What I think may be the case is that this is the same as the level 1 logical progression, but with capacity bouldering instead of intesnive endurance, and with ‘Bouldering Day’ instead of ‘volume’ or ‘red point’ days.
Thanks!
Hey Andrew,
Thanks for getting in touch. I have gone through a lot of iterations of how this can be put together, and I apologize for the confusion. By all means, keep it as simple as possible. At the very basic level, you need to decide if you want to integrate your performance days outside with the training, or to run them separately. If you are simply using climbing days as part of the training, do a three session cycle:
1. Integrated Strength in the gym
2. Hard bouldering / some Limit Bouldering (your In A Day level should be the anchor here)
3. Volume bouldering or circuits – aim is more movement practice and capacity
If you are less structured in your bouldering days outside, just go have fun those days, try some hard stuff, do what feels right. Then at the gym, alternate between
1. Integrated Strength
2. A Power Boulder / Campus session
3. An interval-based conditioning session
Either method works well.
Steve
Hello Steve,
I was wondering about the V-sum increase. You state that you should increase around 5% per session.
Should this increase be found in adding more problems of the same (or lower grades, in case I run out of boulders of that grade in the gym), or should it be found in swapping out easier problems for harder problems?

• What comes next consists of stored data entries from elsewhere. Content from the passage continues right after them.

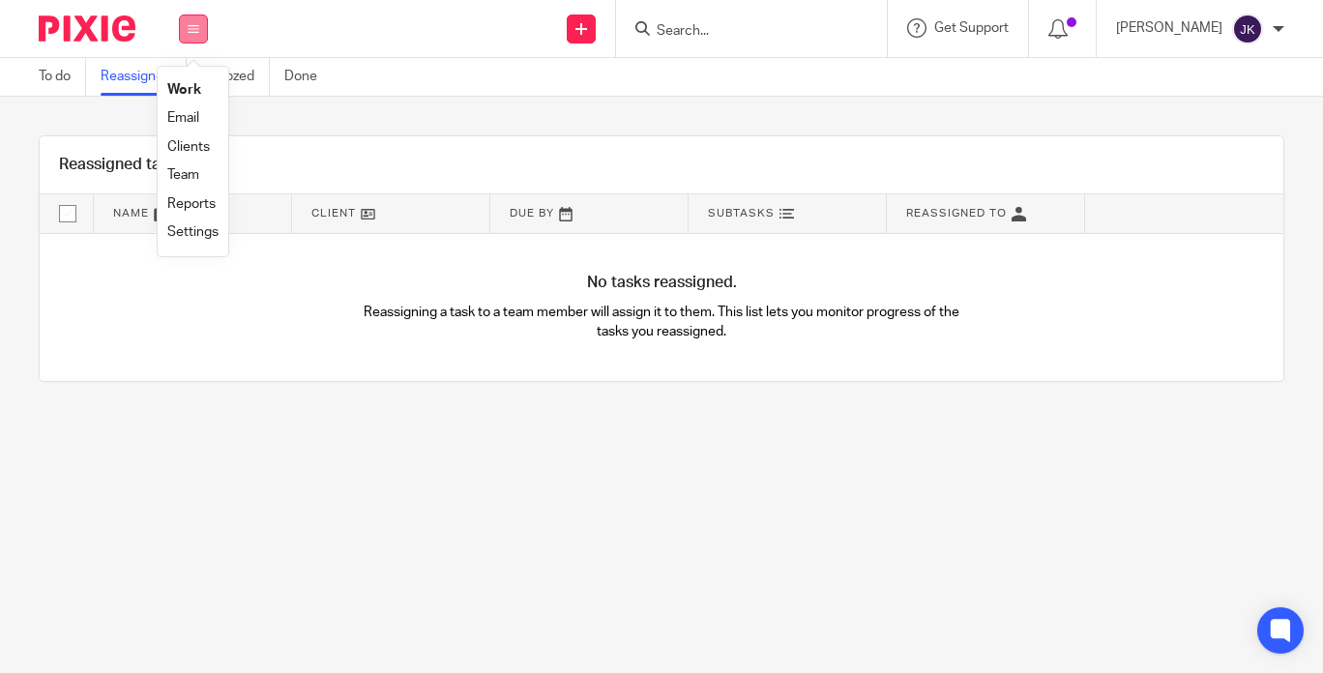  What do you see at coordinates (742, 32) in the screenshot?
I see `input: Search` at bounding box center [742, 32].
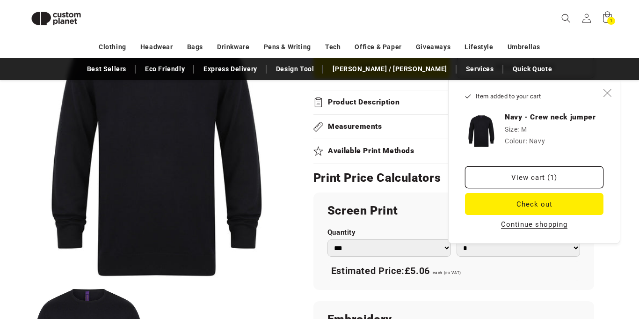 This screenshot has width=639, height=319. Describe the element at coordinates (566, 18) in the screenshot. I see `summary: Search` at that location.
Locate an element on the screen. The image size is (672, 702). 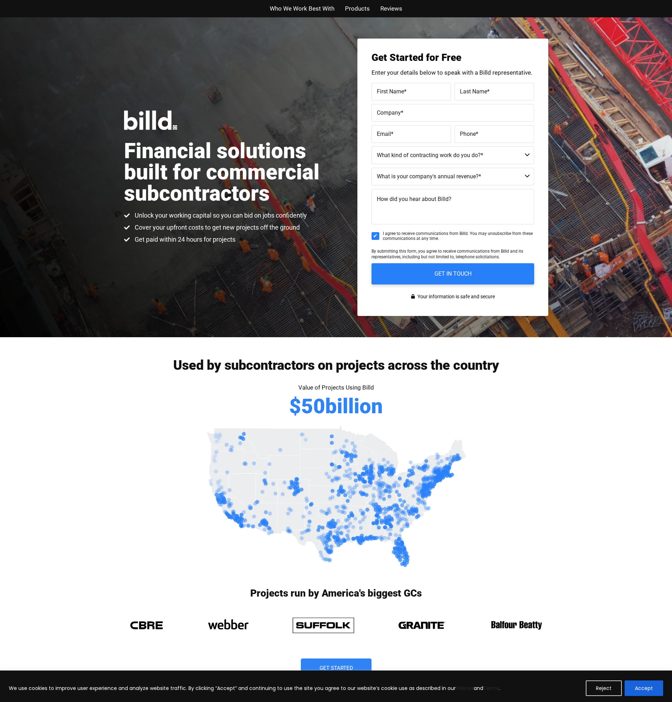
span: Your information is safe and secure is located at coordinates (456, 296).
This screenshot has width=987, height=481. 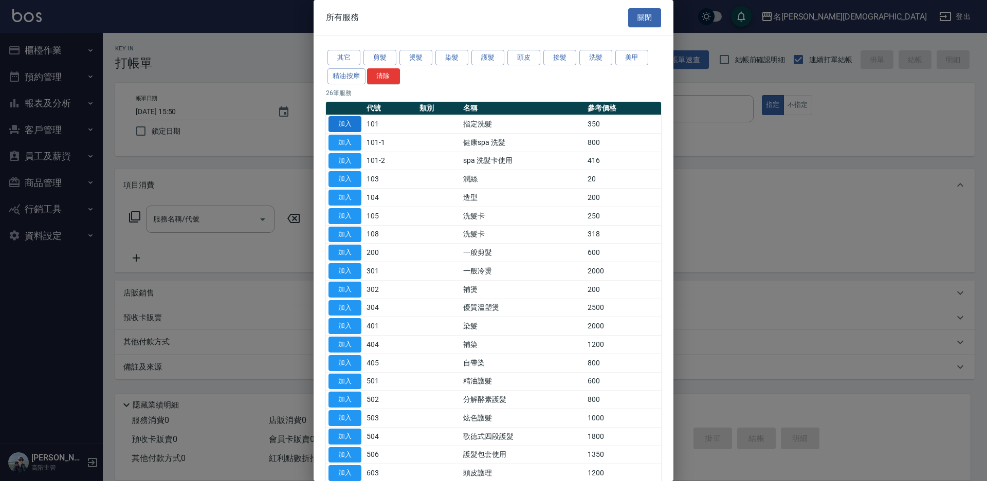 What do you see at coordinates (390, 363) in the screenshot?
I see `td: 405` at bounding box center [390, 363].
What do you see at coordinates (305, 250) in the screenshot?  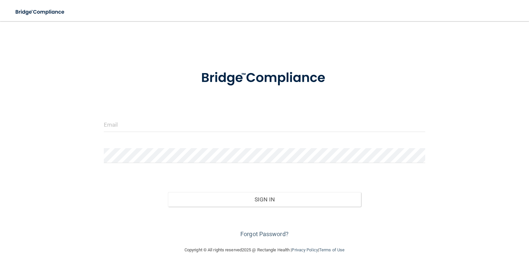 I see `a: Privacy Policy` at bounding box center [305, 250].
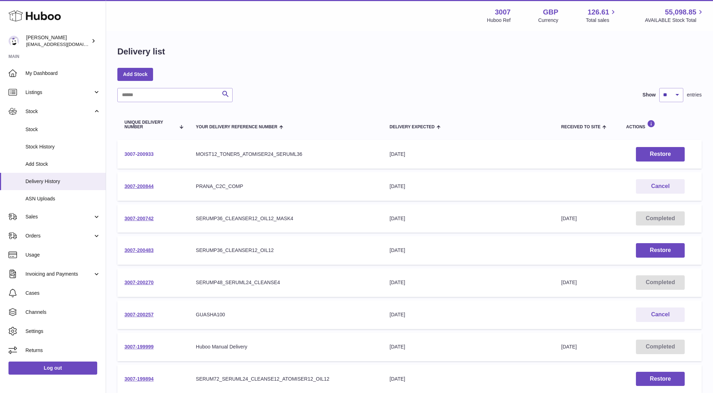 This screenshot has width=713, height=393. What do you see at coordinates (139, 347) in the screenshot?
I see `a: 3007-199999` at bounding box center [139, 347].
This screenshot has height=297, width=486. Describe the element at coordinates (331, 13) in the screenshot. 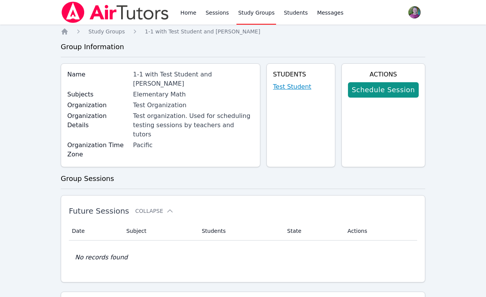

I see `span: Messages` at that location.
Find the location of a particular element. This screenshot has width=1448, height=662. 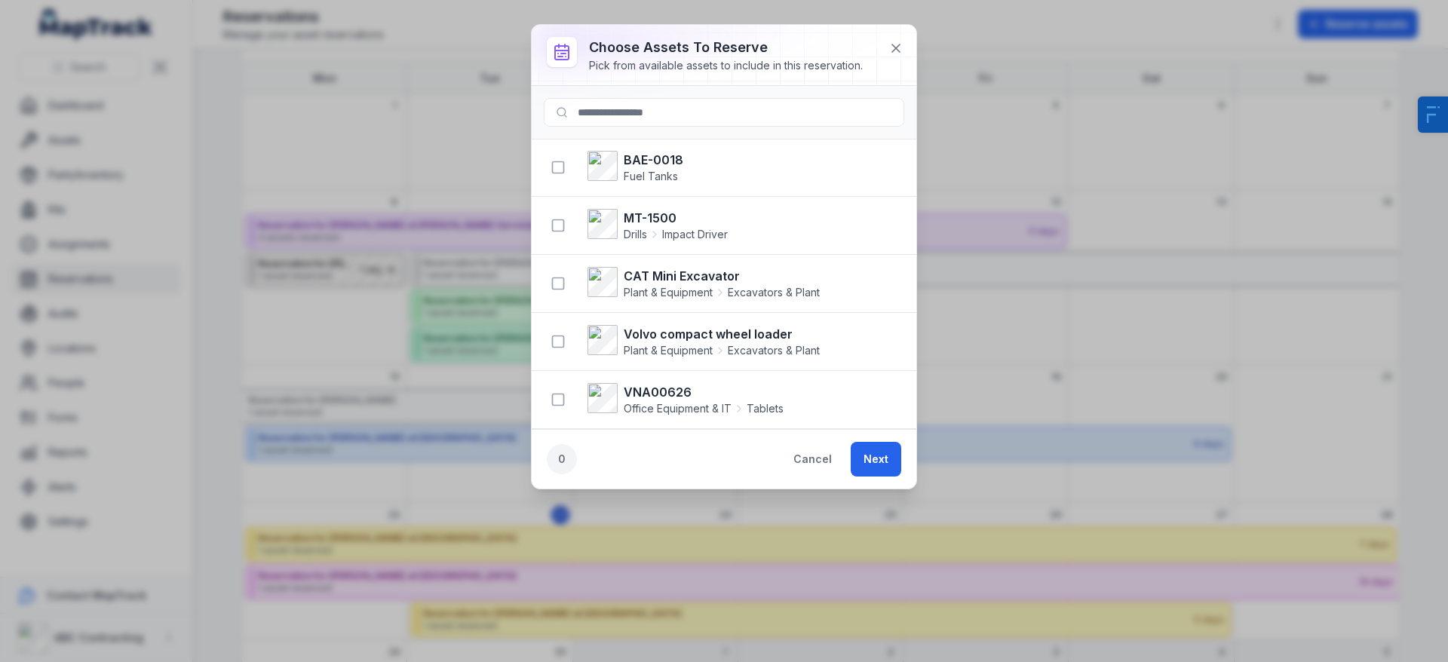

div: Pick from available assets to include in this reservation. is located at coordinates (725, 66).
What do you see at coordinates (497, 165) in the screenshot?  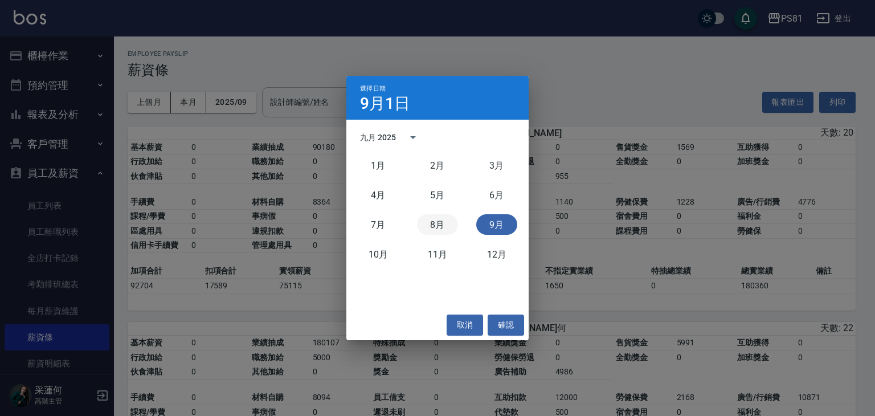 I see `button: 三月` at bounding box center [497, 165].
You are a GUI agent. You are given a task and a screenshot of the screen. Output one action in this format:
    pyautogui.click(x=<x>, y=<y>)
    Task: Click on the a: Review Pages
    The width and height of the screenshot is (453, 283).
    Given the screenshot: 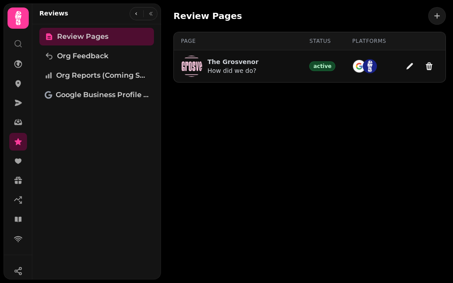 What is the action you would take?
    pyautogui.click(x=96, y=37)
    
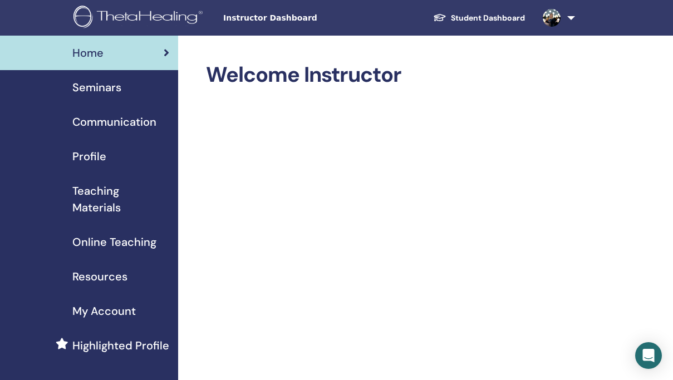  I want to click on img: default.jpg, so click(552, 18).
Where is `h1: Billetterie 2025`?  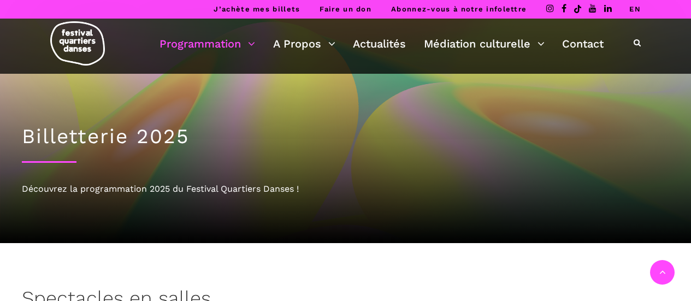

Kind regards and thanks in advance,
Tom
Tom! This is so crazy… But I never got the notification that you posted here. Usually, I am pretty good about answering in the forum. When we are trying to increase V-sum, it is almost always about capacity. We want more total volume and that comes from doing more easier problems. Once we start increasing the intensity of the problems, the climber naturally needs more rest. I like to see climbers, chasing a higher average V grade part of the year and chasing a higher sum when we are trying to build capacity. Again… Apologies for the huge delay in posting.